The first is individual counselling for relationship issues. A skilled counsellor can help one partner work on their own role in the dynamic, learn to communicate differently, and decide what they want. Sometimes that work alone shifts the relationship enough that the other partner becomes willing to engage. Sometimes it helps the searching partner clarify what they need. Either way, it's worth it.
The second is to keep inviting your partner without pressure. Often what blocks the reluctant partner isn't the relationship, it's the fear of being put on trial in front of a stranger. Sharing what you've read here, including the part about therapists not taking sides, sometimes helps.
The third is to wait. If your partner agrees to come grudgingly, the work usually doesn't go well. Sometimes the better path is your own individual work first.
If you're ready to take the next step
Counselling is offered at both The Healing Oak Chilliwack and The Healing Oak Abbotsford, with several practitioners offering couples work using evidence-based approaches including the Gottman Method, EFT, and integrative attachment-based therapy. Many offer a free initial consultation so you can find the right fit before committing to ongoing sessions.
If you're not sure whether couples therapy is what you need, or whether individual counselling makes more sense first, our piece on emotional triggers and the hidden barriers to change is a good read. And if you've been searching for the right type of provider in BC, the psychologist vs counsellor vs therapist guide walks through the differences.
You can reach The Healing Oak through our contact page to ask about availability or book a consultation.
Frequently Asked Questions
Does couples counselling really work?
The research is clear that evidence-based couples therapies, particularly EFT and the Gottman Method, produce significant improvement in most couples who engage in them.

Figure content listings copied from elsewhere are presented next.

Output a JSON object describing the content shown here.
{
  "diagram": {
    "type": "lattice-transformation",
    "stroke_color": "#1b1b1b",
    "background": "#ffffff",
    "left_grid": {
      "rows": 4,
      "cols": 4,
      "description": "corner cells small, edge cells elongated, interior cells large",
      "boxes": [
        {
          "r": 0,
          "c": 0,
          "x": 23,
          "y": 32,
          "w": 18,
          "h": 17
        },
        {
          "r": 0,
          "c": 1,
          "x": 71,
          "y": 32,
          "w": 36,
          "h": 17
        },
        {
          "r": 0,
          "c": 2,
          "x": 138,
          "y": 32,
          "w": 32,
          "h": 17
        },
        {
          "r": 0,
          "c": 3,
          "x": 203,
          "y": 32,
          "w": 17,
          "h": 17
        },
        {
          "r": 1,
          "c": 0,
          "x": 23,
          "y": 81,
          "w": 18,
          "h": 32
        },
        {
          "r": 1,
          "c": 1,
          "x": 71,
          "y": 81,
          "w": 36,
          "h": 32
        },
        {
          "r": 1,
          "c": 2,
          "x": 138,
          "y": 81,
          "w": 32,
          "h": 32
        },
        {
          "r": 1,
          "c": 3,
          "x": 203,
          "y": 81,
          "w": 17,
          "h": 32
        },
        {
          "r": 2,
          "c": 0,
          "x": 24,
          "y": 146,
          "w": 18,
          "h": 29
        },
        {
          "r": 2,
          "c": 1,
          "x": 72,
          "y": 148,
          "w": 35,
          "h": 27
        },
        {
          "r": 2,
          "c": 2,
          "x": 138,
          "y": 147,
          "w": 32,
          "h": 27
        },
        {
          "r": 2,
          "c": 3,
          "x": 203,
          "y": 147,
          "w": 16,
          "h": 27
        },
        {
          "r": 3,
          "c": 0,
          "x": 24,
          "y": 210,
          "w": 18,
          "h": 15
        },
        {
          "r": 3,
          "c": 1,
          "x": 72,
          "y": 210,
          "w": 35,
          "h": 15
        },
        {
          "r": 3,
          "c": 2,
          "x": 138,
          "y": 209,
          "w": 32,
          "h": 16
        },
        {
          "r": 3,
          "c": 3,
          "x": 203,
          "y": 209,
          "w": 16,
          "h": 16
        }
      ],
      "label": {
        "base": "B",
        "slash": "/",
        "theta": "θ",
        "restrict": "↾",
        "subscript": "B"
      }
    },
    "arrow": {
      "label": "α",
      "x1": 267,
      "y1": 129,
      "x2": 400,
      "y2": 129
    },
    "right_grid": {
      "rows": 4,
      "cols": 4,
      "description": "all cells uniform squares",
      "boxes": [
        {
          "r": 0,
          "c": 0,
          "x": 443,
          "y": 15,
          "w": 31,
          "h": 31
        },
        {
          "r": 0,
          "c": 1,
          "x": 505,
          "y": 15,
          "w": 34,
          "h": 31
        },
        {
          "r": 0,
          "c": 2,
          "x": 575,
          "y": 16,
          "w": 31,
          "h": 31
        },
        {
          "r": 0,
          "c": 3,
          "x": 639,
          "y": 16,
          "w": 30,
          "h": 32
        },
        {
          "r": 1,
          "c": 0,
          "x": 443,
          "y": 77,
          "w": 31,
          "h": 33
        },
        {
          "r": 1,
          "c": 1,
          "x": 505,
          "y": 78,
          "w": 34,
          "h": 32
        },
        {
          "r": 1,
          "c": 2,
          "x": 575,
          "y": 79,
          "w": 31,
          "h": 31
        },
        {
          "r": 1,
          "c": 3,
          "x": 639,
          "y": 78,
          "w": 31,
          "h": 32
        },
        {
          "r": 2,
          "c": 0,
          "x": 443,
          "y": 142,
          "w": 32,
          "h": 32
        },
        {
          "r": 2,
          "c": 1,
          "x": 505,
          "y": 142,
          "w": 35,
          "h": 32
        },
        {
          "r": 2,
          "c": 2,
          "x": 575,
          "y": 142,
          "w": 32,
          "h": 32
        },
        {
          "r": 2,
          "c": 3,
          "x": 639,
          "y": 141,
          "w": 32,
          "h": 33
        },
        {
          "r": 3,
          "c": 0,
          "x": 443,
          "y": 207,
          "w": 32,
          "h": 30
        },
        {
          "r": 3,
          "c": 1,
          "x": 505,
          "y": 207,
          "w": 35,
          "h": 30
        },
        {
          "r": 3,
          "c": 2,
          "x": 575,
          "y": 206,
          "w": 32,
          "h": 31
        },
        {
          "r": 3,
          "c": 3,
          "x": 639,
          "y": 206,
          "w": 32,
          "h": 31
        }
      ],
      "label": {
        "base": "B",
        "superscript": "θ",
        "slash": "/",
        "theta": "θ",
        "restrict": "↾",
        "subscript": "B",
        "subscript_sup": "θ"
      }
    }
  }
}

The biggest variable isn't the method, it's whether both partners are willing.
Most couples work for 8 to 20 sessions. Some less, some more. Therapy isn't open-ended by default; you and your therapist should regularly review whether you're making progress.
Can we do couples counselling online?
Yes. Online couples counselling is widely offered in BC and works well for many couples, especially when in-person scheduling is difficult. Some couples find the dynamic shifts a bit online and prefer in-person, especially for the early sessions.
Is everything we say confidential?
Yes, with the standard exceptions all BC counsellors are bound by: imminent risk of harm to self or others, suspected abuse of a child or vulnerable adult, and court-ordered disclosure. Some couples therapists also have a "no secrets" policy where information shared in individual sessions can be brought into joint sessions if relevant. Ask about this before you book.
What's the difference between a marriage counsellor, couples therapist, and relationship counsellor?
In BC, these terms aren't legally regulated, so anyone can use them. What matters is the practitioner's actual credential (RCC, RSW, Registered Psychologist, CCC) and their specific training in couples work. We cover the credential differences in our guide on choosing the right type of mental health professional in BC.
Will the counsellor tell us to break up?
No. Ethical therapists don't direct couples to stay together or separate. That's your decision. What therapy can do is help you both get clear on what you actually want, which sometimes leads to recommitment and sometimes leads to a more conscious separation.